As a native of Tyler and a UT graduate, Turman remembers tragic
events and their effect on the American psyche as far back as the
Charles Whitman shootings from the tower on the Austin campus
in 1966. But she also remembers the uplifting memorable moments
like the first walk on the moon in 1969. “We all remember where
we were that July night,” Turman said. “It was the summer after
my 9th grade in school so I was at a friend’s house watching and
then never looked at the moon in the same way again.”
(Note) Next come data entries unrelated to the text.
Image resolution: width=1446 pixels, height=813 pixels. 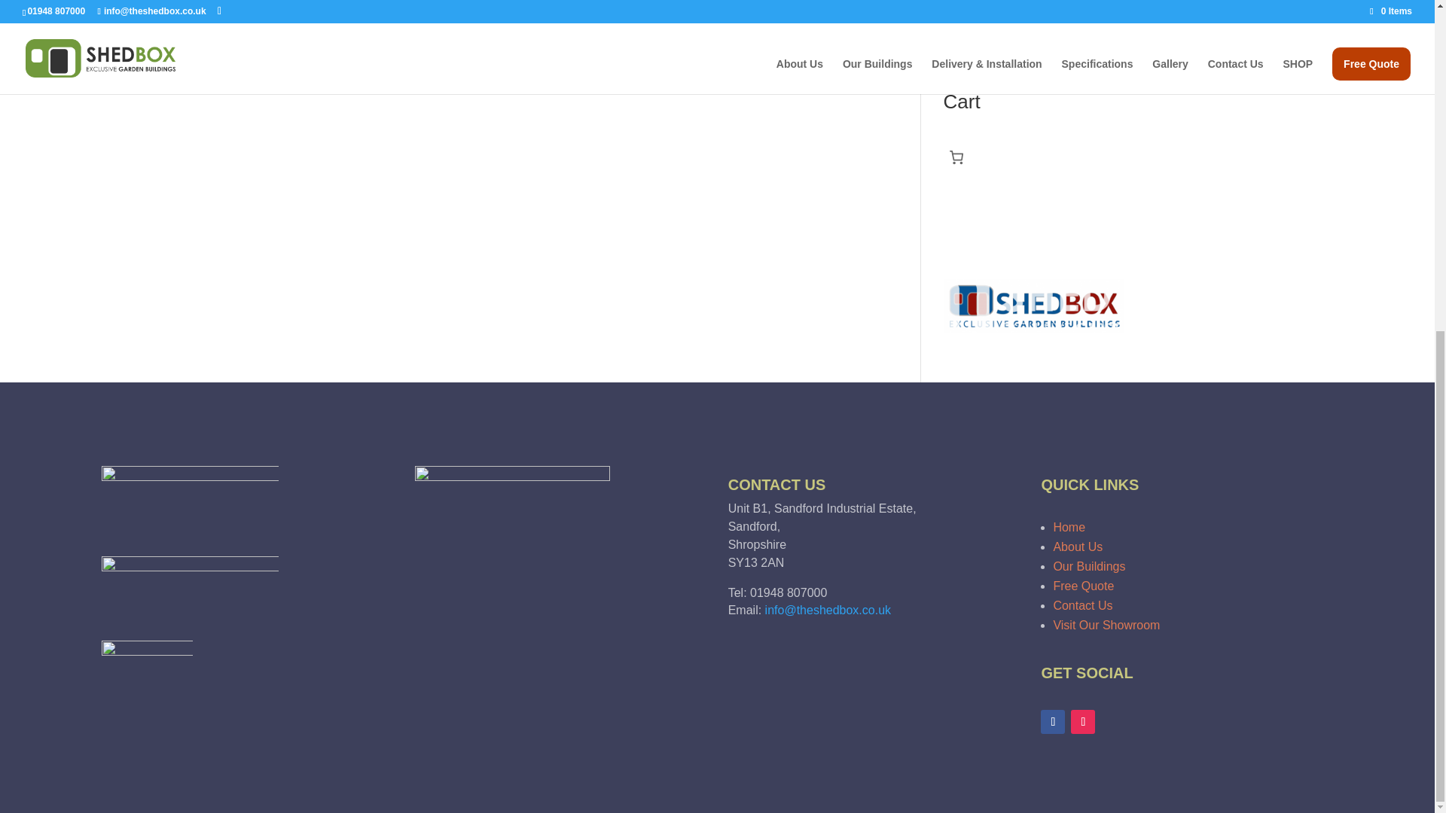 I want to click on Edge, so click(x=955, y=19).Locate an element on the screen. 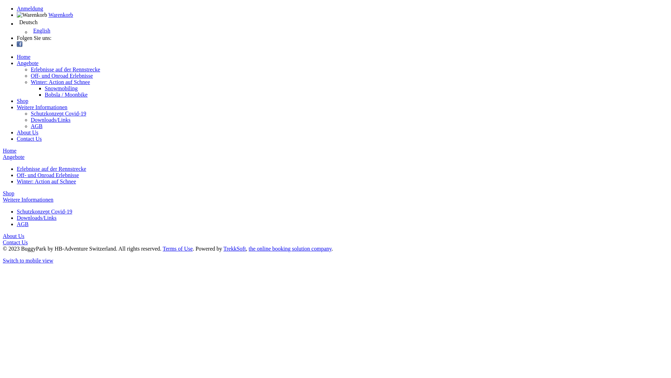 The image size is (671, 378). Schutzkonzept Covid-19 is located at coordinates (58, 113).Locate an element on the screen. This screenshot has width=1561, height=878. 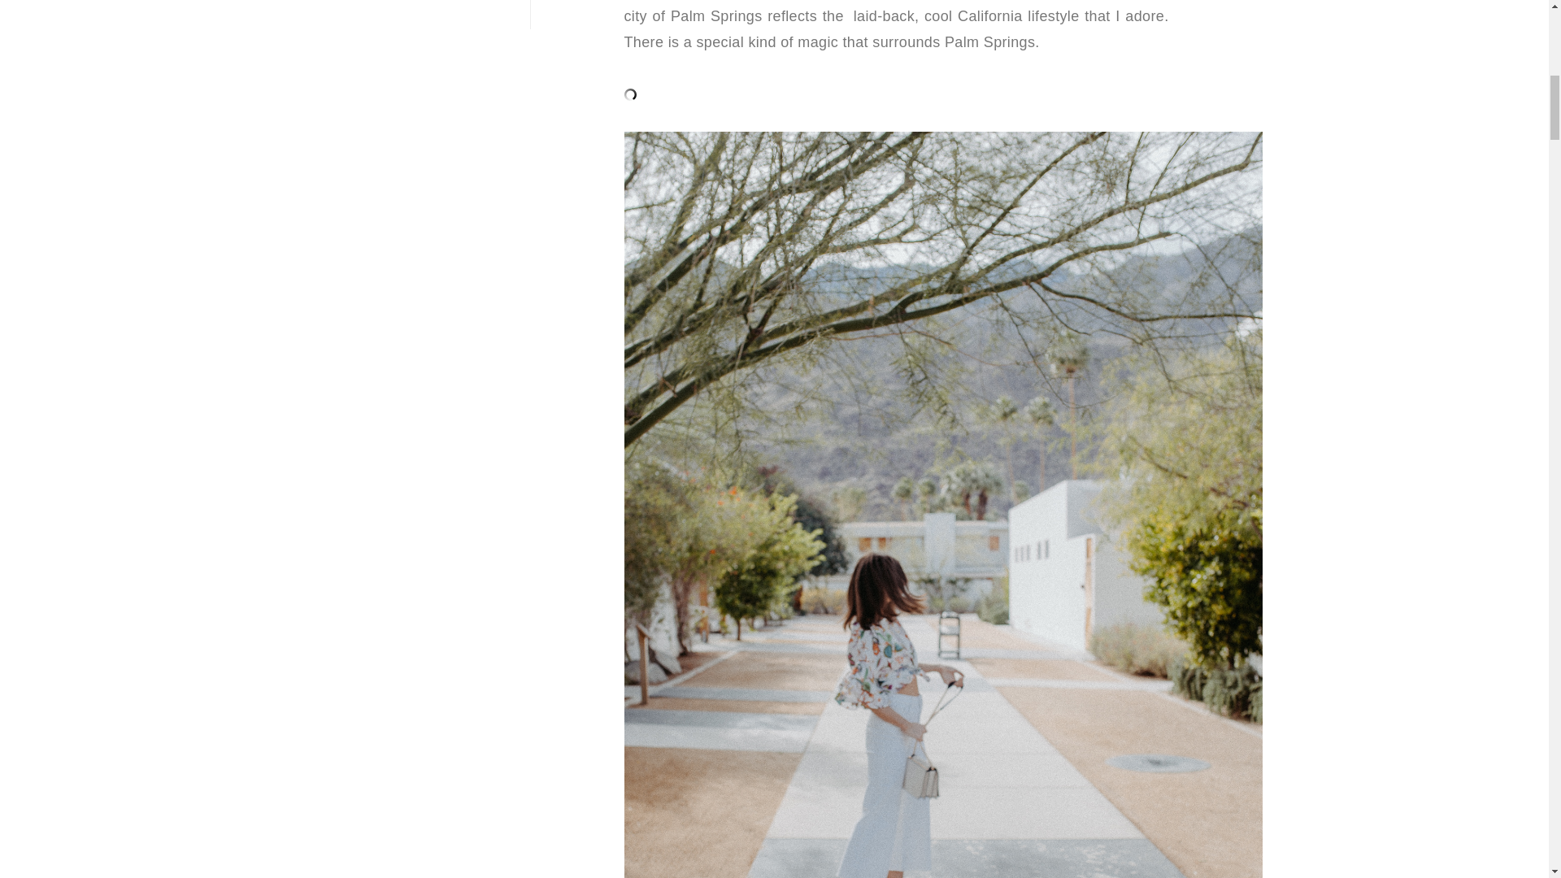
Share on Facebook is located at coordinates (1427, 33).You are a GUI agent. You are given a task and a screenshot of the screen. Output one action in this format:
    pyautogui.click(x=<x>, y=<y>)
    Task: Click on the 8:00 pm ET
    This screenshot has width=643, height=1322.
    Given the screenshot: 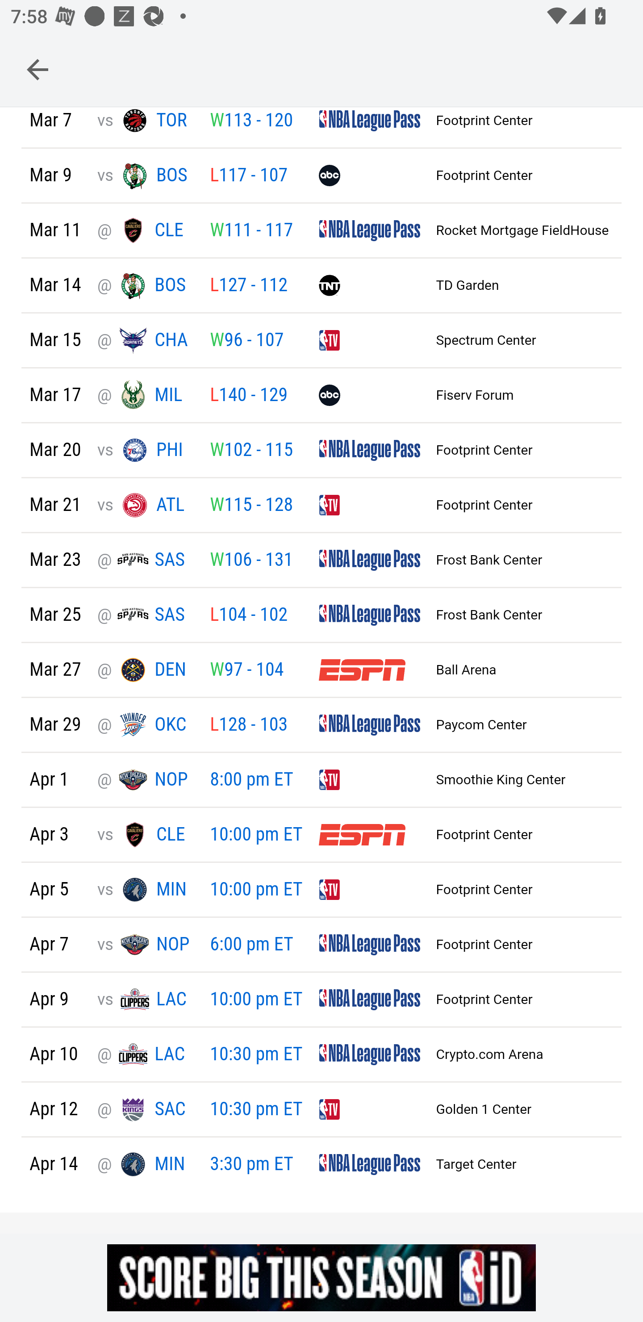 What is the action you would take?
    pyautogui.click(x=251, y=781)
     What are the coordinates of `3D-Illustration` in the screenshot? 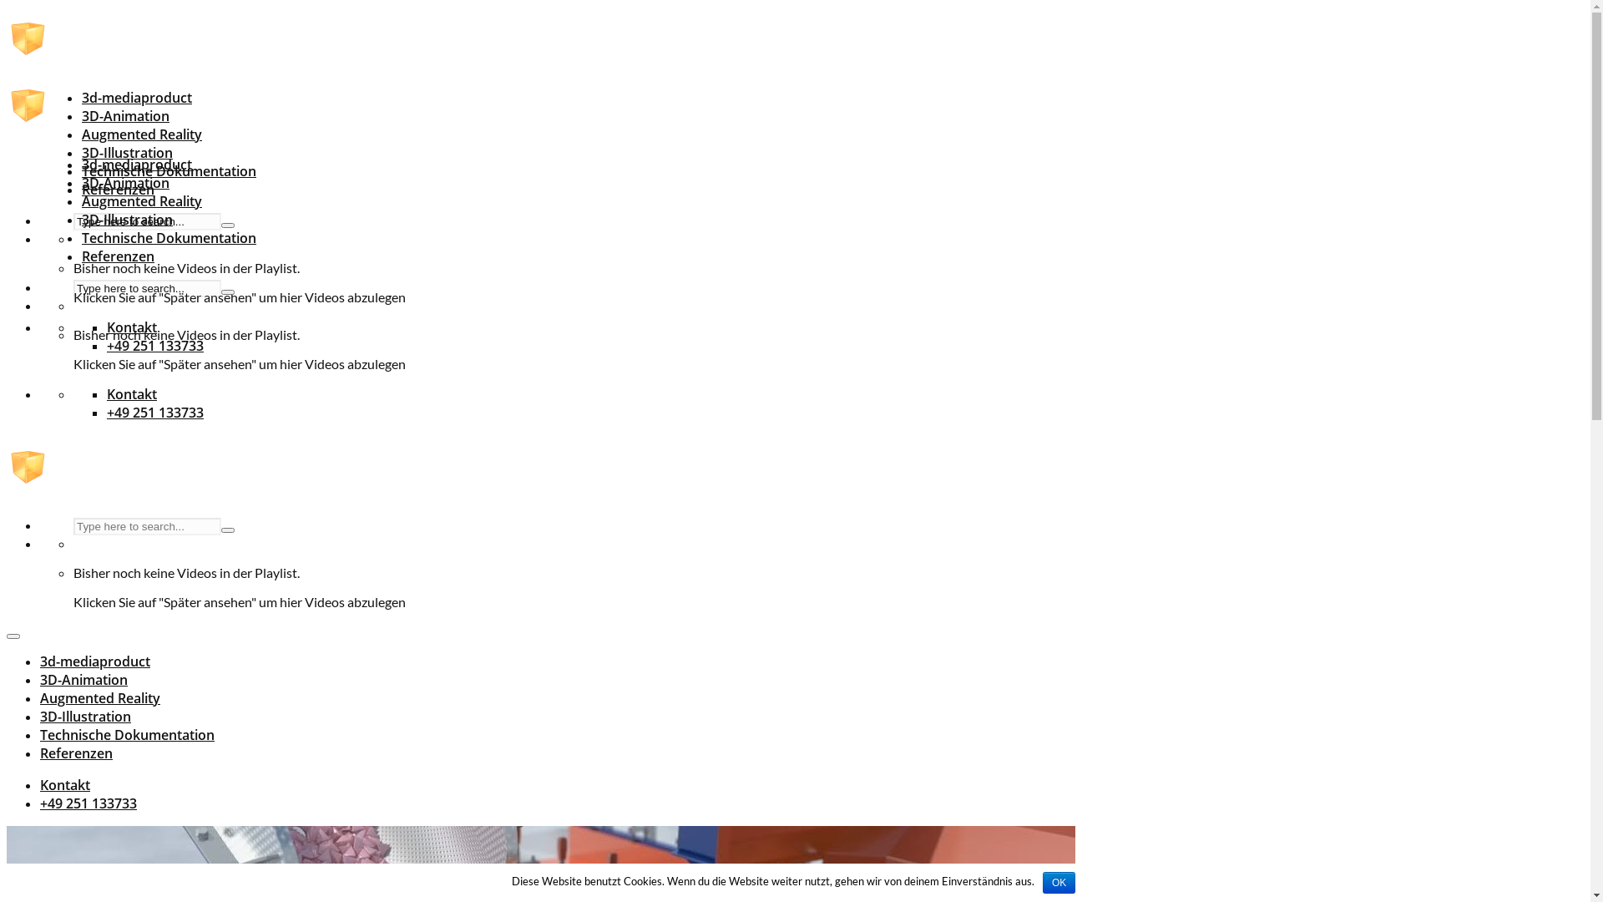 It's located at (127, 153). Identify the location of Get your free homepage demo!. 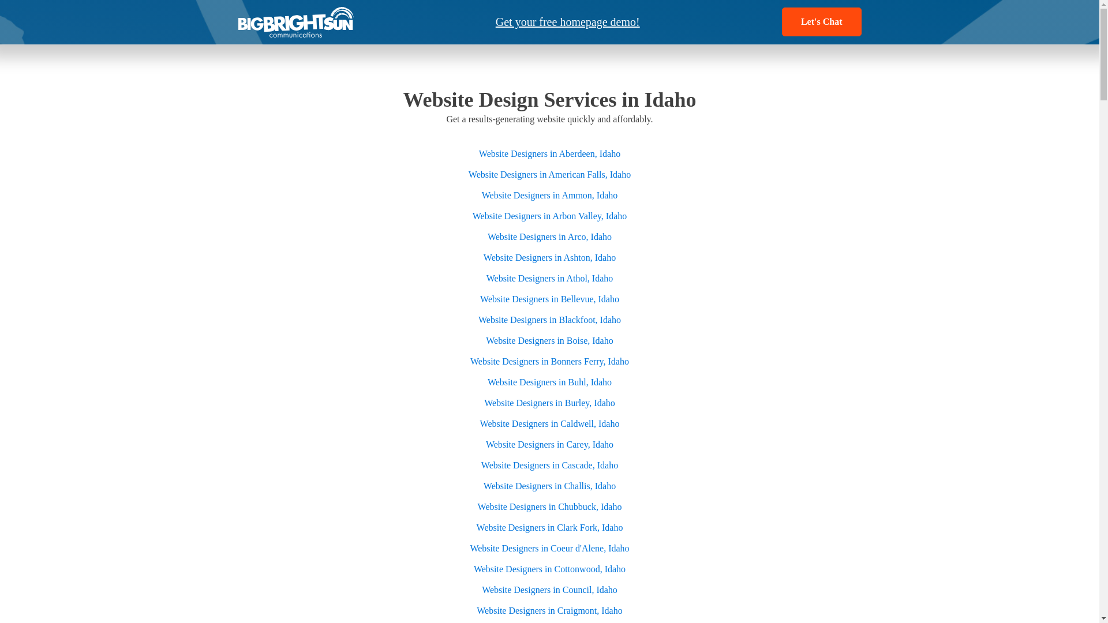
(568, 21).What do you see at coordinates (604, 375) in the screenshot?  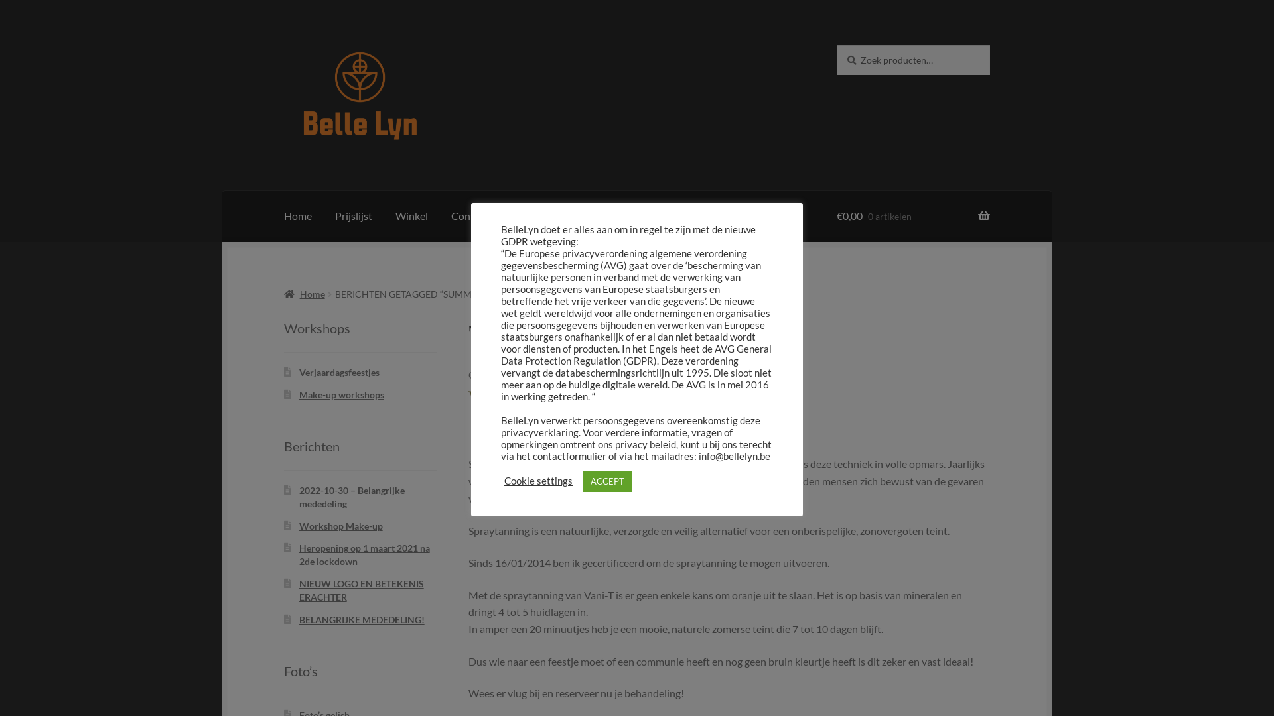 I see `17 FEBRUARI 2014` at bounding box center [604, 375].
Turman recounted a funny story relating to the moon walk.
“I remember meeting the late Dick Bass of Dallas and he was
quite gregarious and well-traveled,” she said. “He was an avid
mountain climber and flying somewhere to connect on a flight
to go and climb Mount Kilimanjaro again. He kept regaling the
guy seated next to him with tales of his adventures and finally,
just as they landed, apologized and asked the man his name. It
was Neal Armstrong!”


Turman also recalled the late Walter Cronkite sharing his memory
of covering the New London school disaster of 1937, when 295
children and teachers perished in Rusk County. “He told me he
never got over that assignment. It was something he said he could
never erase from his mind.”


Of her own childhood memories in Tyler, Turman enjoyed
recounting a simpler time and place. She still visits her mother in
Tyler while her two brothers Steve and Keith now live in Iowa and
Dallas, respectively.


“I’m looking forward to my retirement and working in the
garden,” Turman said. “And I am proud of what we were able to
do to help people through our division of the FBI.” The current
director of the FBI, Christopher Wray, cited novelist Ray Bradbury
when commenting on Turman’s retirement. Bradbury wrote this:
“It doesn’t matter what you do, so long as you change something
from the way it was before you touched it to something that is like
you when you take your hands away.”

Turman, with her tireless dedication to helping others, did just that.